Living on a farm six hours by car away from any major hospital is maybe not the sort of thing you would do if you were a HAE patient. Cindy Hughes is – and she does. “A country girl born and bred, I wouldn’t survive in the city”

My HAE symptoms began when I was about seven years old. Before then my mother had spent 14 years with regular stomach cramps, vomiting, and diarrhea as well as throat, hand and feet swellings. Doctors told her she had a virus or the parasitic disease giardiasis or that the symptoms were related to farming. When I started to have the exact same symptoms it was decided to test for genetic conditions. After three weeks in hospital, countless tests, and having my appendix removed to be on the safe side, I was diagnosed with HAE. After our HAE diagnoses, my mother and I travelled 1,800 kilometers to visit a specialist where we were advised that the only treatment available was steroids and we should avoid these due to side effects. The hospital could store fresh frozen plasma, which in the event of a throat swelling could be flown out to us. We also kept an EpiPen to buy us time before we reached hospital. However, six hours of rough roads were hard to tolerate during the pain of an attack and often it would start to resolve itself by the time we arrived anyway. In the wet season we could be cut off for up to three months at a time. We were strongly advised to change our lifestyle and move to the city as both my mother and I could possibly die if we stayed in the outback.

As a child I would get abdominal swellings about every six weeks and peripheral swellings started when I was 13. We had a four-hour drive of very rough road in order to get to a small hospital and then further two hours drive to a larger hospital with an intensive care unit. You can imagine that unless it was a throat swelling, we never went to hospital for treatment. We just suffered it out at home. Whenever I got sick I would lie on the couch close to the toilet and try to sleep it off. I can remember lying there as a kid and feeling as though I was floating; I waved my hand in front of my face and I could see three of them. The pain and vomiting was so bad that I would either pass out or hyperventilate, sometimes both. Fortunately I didn’t have any throat swellings as a child or in my teenage years as I honestly don’t think I would be here today if that had been the case. We were only given adrenaline for throat swellings and even with the flying doctor, it would still be up to three hours before they could get you to a hospital. Mum had one throat swelling that we knew of and luckily it must have been a mild one and she just happened to be in town when it occurred. Not that the hospital would have been able to do much for her as they didn’t even have the right medication.

I had my first serious throat swelling at the age of 21, it left me gasping for air and struggling to breathe. My husband rushed me to our small town where the matron gave me adrenalin and the attack subsided. It was decided that the Royal Flying Doctor Service was not needed. This is always a difficult decision because it is extremely expensive and very inconvenient to all concerned. It also involves a 12 hour round trip for a family member to pick you up afterwards and at least three days out of action – so indeed it’s something to be avoided unless absolutely necessary.

One particular doctor tried to tell my mother that she would have to move to town or she would die out there on the cattle property. We never saw that doctor again and that was how it was. We never ever let HAE dictate what we did, we just continued on as normal and did the very best we could with the hand we’d been dealt. I missed quite a few days during high school, but I always managed to catch up. I went to boarding school in Charters Towers to complete my secondary school education. I was enrolled to go to university to study nursing, but took a gap year to help care for my mother as she was sick with breast cancer. During that year my mother died so I never went to the university but stayed home to help the family run the cattle station. A few years later I moved in with my husband on his family’s cattle station – and that’s where I am today, sharing our lives with three sons and a daughter.

I finally made ground-breaking progress when I found the HAEi website and learned about other treatments available. After attending a patient meeting in Sydney I soon realized how very little our healthcare providers had been able to tell us about treating an acute attack. Of course the people at our hospital did their best but until recently they have not had access to up to date information or treatments. With the help of a specialist doctor we were able to secure a supply of more recently approved medicine to have at home and an alternative for the hospital to keep – even if it was six hours away.

Living in a remote and isolated location is challenging at the best of times but when you have a life threatening illness it is definitely not for the faint hearted. Equally, living on a family owned cattle station can be highly stressful and very physically demanding. Riding horses, motorbikes, fencing, operating machinery and lifting heavy feedbags are all in a days work. You are responsible for the wellbeing of your livestock, which means long hours and being on call 24 hours, 7 days a week. Farming is a very volatile industry being reliant on the weather and prices vary from week to week. No rain equals no grass equals no income. Management decisions you make every day affect the livelihoods of your family. However, it is also very rewarding and the freedom and lifestyle it provides is something that I wouldn’t trade for anything.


» Required action: Although the entries contain pictures, only their words should be duplicated exactly.

(Data entries)
============

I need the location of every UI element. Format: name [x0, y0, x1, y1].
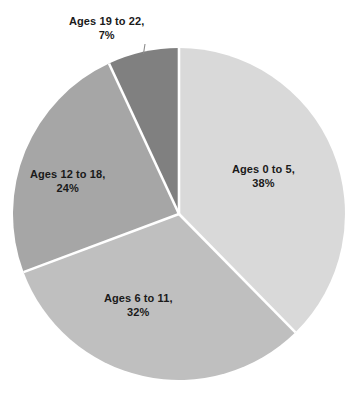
pie-label-name: Ages 12 to 18,	[30, 167, 105, 181]
pie-label-name: Ages 0 to 5,	[232, 162, 295, 176]
pie-label-percent: 7%	[69, 28, 144, 42]
pie-label-ages-19-to-22: Ages 19 to 22, 7%	[69, 14, 144, 42]
pie-label-percent: 38%	[232, 176, 295, 190]
pie-chart-canvas	[0, 0, 359, 396]
pie-label-name: Ages 19 to 22,	[69, 14, 144, 28]
pie-label-percent: 32%	[104, 305, 173, 319]
pie-chart: Ages 0 to 5, 38% Ages 6 to 11, 32% Ages …	[0, 0, 359, 396]
pie-label-ages-0-to-5: Ages 0 to 5, 38%	[232, 162, 295, 190]
pie-label-ages-12-to-18: Ages 12 to 18, 24%	[30, 167, 105, 195]
pie-label-percent: 24%	[30, 181, 105, 195]
pie-label-ages-6-to-11: Ages 6 to 11, 32%	[104, 291, 173, 319]
pie-label-name: Ages 6 to 11,	[104, 291, 173, 305]
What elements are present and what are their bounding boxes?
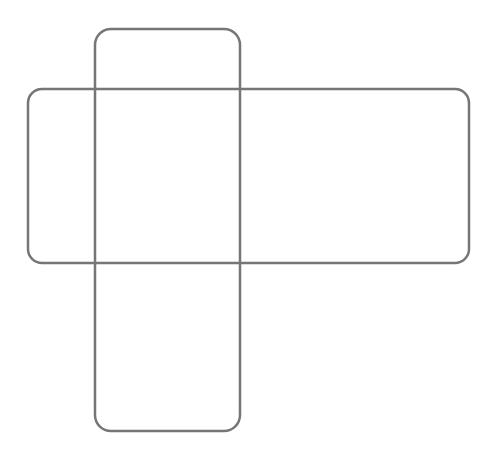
cross-diagram xyxy=(0,0,497,452)
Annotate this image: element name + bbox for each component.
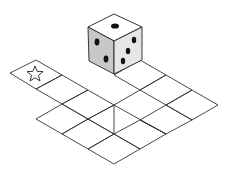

============

» Task response:
I need the location of every UI element. Format: name [x0, y0, x1, y1].
pie-label-name: Ages 12 to 18,	[30, 167, 105, 181]
pie-label-name: Ages 0 to 5,	[232, 162, 295, 176]
pie-label-percent: 7%	[69, 28, 144, 42]
pie-label-ages-19-to-22: Ages 19 to 22, 7%	[69, 14, 144, 42]
pie-label-percent: 38%	[232, 176, 295, 190]
pie-chart-canvas	[0, 0, 359, 396]
pie-label-name: Ages 19 to 22,	[69, 14, 144, 28]
pie-label-percent: 32%	[104, 305, 173, 319]
pie-chart: Ages 0 to 5, 38% Ages 6 to 11, 32% Ages …	[0, 0, 359, 396]
pie-label-ages-0-to-5: Ages 0 to 5, 38%	[232, 162, 295, 190]
pie-label-ages-12-to-18: Ages 12 to 18, 24%	[30, 167, 105, 195]
pie-label-percent: 24%	[30, 181, 105, 195]
pie-label-ages-6-to-11: Ages 6 to 11, 32%	[104, 291, 173, 319]
pie-label-name: Ages 6 to 11,	[104, 291, 173, 305]
What elements are present and what are their bounding boxes?
cross-diagram xyxy=(0,0,497,452)
Annotate this image: element name + bbox for each component.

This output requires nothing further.